CVE-2025-56225 Overview
CVE-2025-56225 is a null pointer dereference vulnerability in FluidSynth, an open-source software synthesizer that renders MIDI input using SoundFont technology. The flaw resides in fluid_synth_monopoly.c and affects FluidSynth version 2.4.6 and earlier. An attacker can trigger the dereference by supplying a crafted, invalid MIDI file to an application that uses the library. Successful exploitation crashes the process, producing a denial-of-service condition on any service or application that parses untrusted MIDI input through FluidSynth.
Critical Impact
Processing an attacker-controlled MIDI file causes FluidSynth to dereference a null pointer, terminating the host process and disrupting audio synthesis services.
Affected Products
- FluidSynth 2.4.6
- All FluidSynth versions prior to 2.4.6
- Applications and services that embed the FluidSynth library for MIDI rendering
Discovery Timeline
- 2026-01-09 - CVE-2025-56225 published to NVD
- 2026-01-23 - Last updated in NVD database
Technical Details for CVE-2025-56225
Vulnerability Analysis
The vulnerability is a null pointer dereference [CWE-476] located in fluid_synth_monopoly.c, part of the FluidSynth monophonic voice handling logic. When FluidSynth parses an invalid MIDI file, the synthesizer reaches a code path that operates on a voice or channel pointer without first verifying that the pointer is non-null. Dereferencing the null pointer raises a segmentation fault and terminates the host process.
The issue impacts confidentiality and integrity minimally, but availability is fully compromised because the affected process exits. Network-reachable services that accept MIDI uploads, streaming MIDI input, or process MIDI as part of a media pipeline are exposed to remote denial-of-service attacks.
Root Cause
The root cause is missing input validation during MIDI file parsing. FluidSynth's monophonic playback routine assumes that voice structures referenced by the parser are always initialized. Malformed MIDI data steers execution into a state where the expected pointer is never assigned, and the code dereferences it directly. The upstream maintainers track this issue in GitHub Issue #1602 and address it in Pull Request #1607.
Attack Vector
An attacker delivers a crafted MIDI file to any application that loads or plays it with FluidSynth. The attack requires no authentication and no user interaction beyond opening or processing the file. Common exposure points include media servers, game engines, voice-chat services with MIDI features, and Linux desktop applications that auto-preview media. Refer to the upstream patch for technical details on the affected code path.
Detection Methods for CVE-2025-56225
Indicators of Compromise
- Unexpected segmentation faults or SIGSEGV exits in processes linked against libfluidsynth.
- Crash dumps with a faulting instruction inside fluid_synth_monopoly.c or adjacent voice management code.
- MIDI files received from untrusted sources that cause repeatable crashes during parsing or playback.
Detection Strategies
- Monitor application and system logs for repeated crashes of services that embed FluidSynth, especially after MIDI file ingestion.
- Inspect core dumps and stack traces for symbols within fluid_synth_monopoly to confirm exposure to this specific flaw.
- Inventory installed FluidSynth versions across endpoints and servers and flag any release at or below 2.4.6.
Monitoring Recommendations
- Alert on process termination events for known FluidSynth-dependent services such as MIDI daemons and media transcoders.
- Track inbound file uploads with the .mid or .midi extension and correlate with downstream worker crashes.
- Watch for restart loops in supervised services that load MIDI content as part of their workflow.
How to Mitigate CVE-2025-56225
Immediate Actions Required
- Upgrade FluidSynth to a release that includes the fix from Pull Request #1607 once published by upstream or your distribution.
- Restrict MIDI file ingestion to trusted sources and reject files from anonymous or external submitters where feasible.
- Run FluidSynth-dependent services under process supervisors with restart limits and resource isolation to contain crash impact.
Patch Information
The upstream FluidSynth project tracks the fix in GitHub Issue #1602 and Pull Request #1607. Apply distribution updates as they incorporate the patched release. Rebuild any statically linked applications against the fixed library version.
Workarounds
- Disable MIDI file processing entirely in applications that do not require it until a patched FluidSynth is deployed.
- Validate MIDI files with a separate parser or schema check before passing them to FluidSynth.
- Sandbox FluidSynth using seccomp, AppArmor, or container isolation so that a crash cannot affect adjacent services.
# Check installed FluidSynth version on Debian/Ubuntu
dpkg -l | grep fluidsynth
# Check installed FluidSynth version on RHEL/Fedora
rpm -q fluidsynth
# Query the library version directly
fluidsynth --version
Disclaimer: This content was generated using AI. While we strive for accuracy, please verify critical information with official sources.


About this exercise: Could you return all of the records exactly, minus their images?

Available data:
□ □ □ □ □

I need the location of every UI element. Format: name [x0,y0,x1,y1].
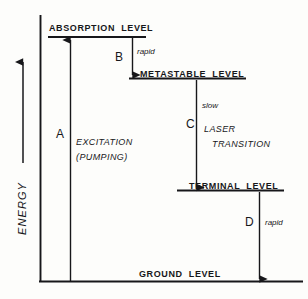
transition-letter-c: C [186,118,195,130]
transition-description-c-line1: LASER [204,124,236,135]
energy-axis-label: ENERGY [16,182,28,235]
transition-note-d: rapid [265,218,283,227]
level-label-metastable: METASTABLE LEVEL [140,69,244,79]
transition-letter-a: A [56,128,64,140]
transition-description-a-line2: (PUMPING) [76,152,128,163]
level-label-absorption: ABSORPTION LEVEL [49,23,153,33]
transition-description-c-line2: TRANSITION [212,139,271,150]
level-label-terminal: TERMINAL LEVEL [189,181,278,191]
transition-letter-d: D [245,216,254,228]
transition-note-c: slow [202,101,218,110]
transition-description-a-line1: EXCITATION [76,137,133,148]
level-label-ground: GROUND LEVEL [139,269,221,279]
energy-level-diagram: ENERGY ABSORPTION LEVEL METASTABLE LEVEL… [0,0,308,299]
transition-letter-b: B [115,51,123,63]
transition-note-b: rapid [137,47,155,56]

□ □ □ □ □

Written response:
I need the location of every UI element. Format: name [x0,y0,x1,y1].
transition-letter-c: C [186,118,195,130]
transition-description-c-line1: LASER [204,124,236,135]
energy-axis-label: ENERGY [16,182,28,235]
transition-note-d: rapid [265,218,283,227]
level-label-metastable: METASTABLE LEVEL [140,69,244,79]
transition-letter-a: A [56,128,64,140]
transition-description-a-line2: (PUMPING) [76,152,128,163]
level-label-absorption: ABSORPTION LEVEL [49,23,153,33]
transition-description-c-line2: TRANSITION [212,139,271,150]
level-label-terminal: TERMINAL LEVEL [189,181,278,191]
transition-letter-d: D [245,216,254,228]
transition-note-c: slow [202,101,218,110]
transition-description-a-line1: EXCITATION [76,137,133,148]
level-label-ground: GROUND LEVEL [139,269,221,279]
energy-level-diagram: ENERGY ABSORPTION LEVEL METASTABLE LEVEL… [0,0,308,299]
transition-letter-b: B [115,51,123,63]
transition-note-b: rapid [137,47,155,56]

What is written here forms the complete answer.